Author 8 books13 followers
March 5, 2017
The book is set in the 1940's (if I remember correctly), in one of the most beautiful parts of England: North Norfolk. An adventure story for children, along the lines of Enid Blyton's "Adventure" series, it now gives an insight into another age, beginning with a child in quarantine at home, and then the long drive from London to Blakeney in a rattly old car, at a time when having a car was still a luxury for many families, and a seaside vacation was something that families scraped and saved all year for.

Then the adventure really begins.

I first read this book when I was quite small, and already in love with this part of the world. The place hasn't really changed all that much; the hotel is still there, and the redshank still delivers a warning, should you stray into the marshes. It's just we human beings who have changed our expectations of a teenager's behaviour and words. (In response to an earlier review.)
Profile Image for Deborah.
431 reviews24 followers
October 3, 2014
Another one from the 'Books to go' shelf. Unusually for MS, the location doesn't come across particularly strongly; more usually, the dastardly plot is a bit rubbish, and the characters are downright irritating. JD, the Jillies' dad, takes his children to Norfolk in an unreliable car without ensuring that they will have accommodation once they arrive. His eldest daughter Mandy is petulant, bossy, and generally far too big for her boots. 'Strong-willed' is the kindest way of putting it. I quite like Prue and Tim, and Guy and Mark Standing, but JD and Mandy are the two who put me off the Jillies books.
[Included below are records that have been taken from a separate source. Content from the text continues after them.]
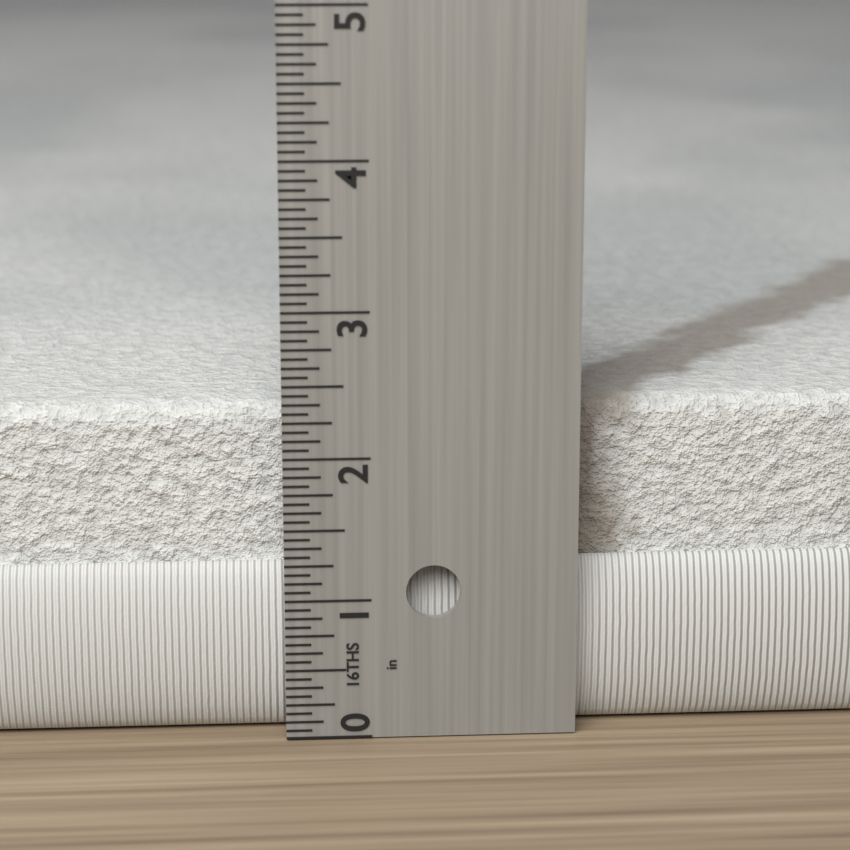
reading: 2.3125 in
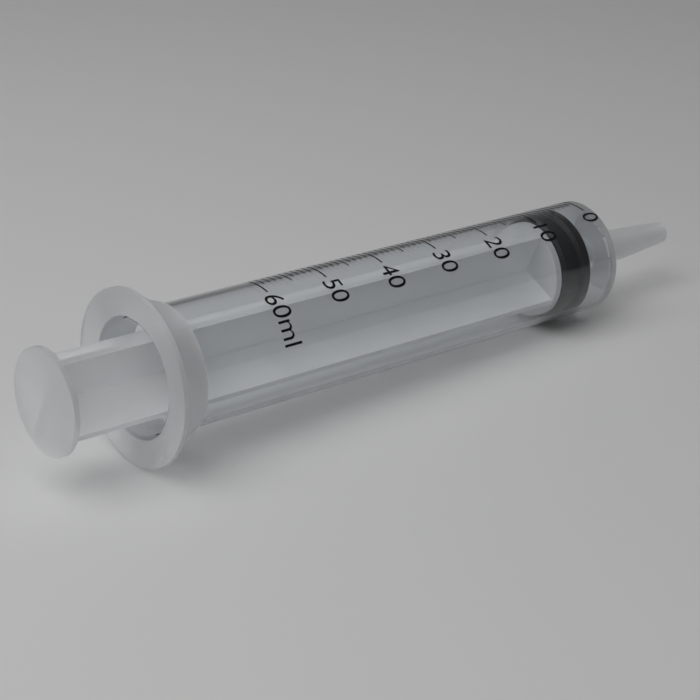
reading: 3 ml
But this was a different age - perhaps Mandy's behaviour was considered attractive at the time, who knows? You can tell it's a different age because when, near the start, they are all going out for a meal, Mandy requests they go to a restaurant that serves that wholly exotic dish, spaghetti.

The dastardly plot is the theft and smuggling of valuable pictures, using a local church as a drop-off point (all elements which MS used in the Lone Pine series, although possibly not in the same combination). The Jillies and the Standings are enlisted by a Scotland Yard detective to help in the uncovering of this plot, not something which would happen today and something which I suspect was pretty unlikely to happen then. It's not a strong start to the series. If the rest of the books hit a higher mark it's possible I will keep Redshanks' Warning to make up the set, but I'm not optimistic.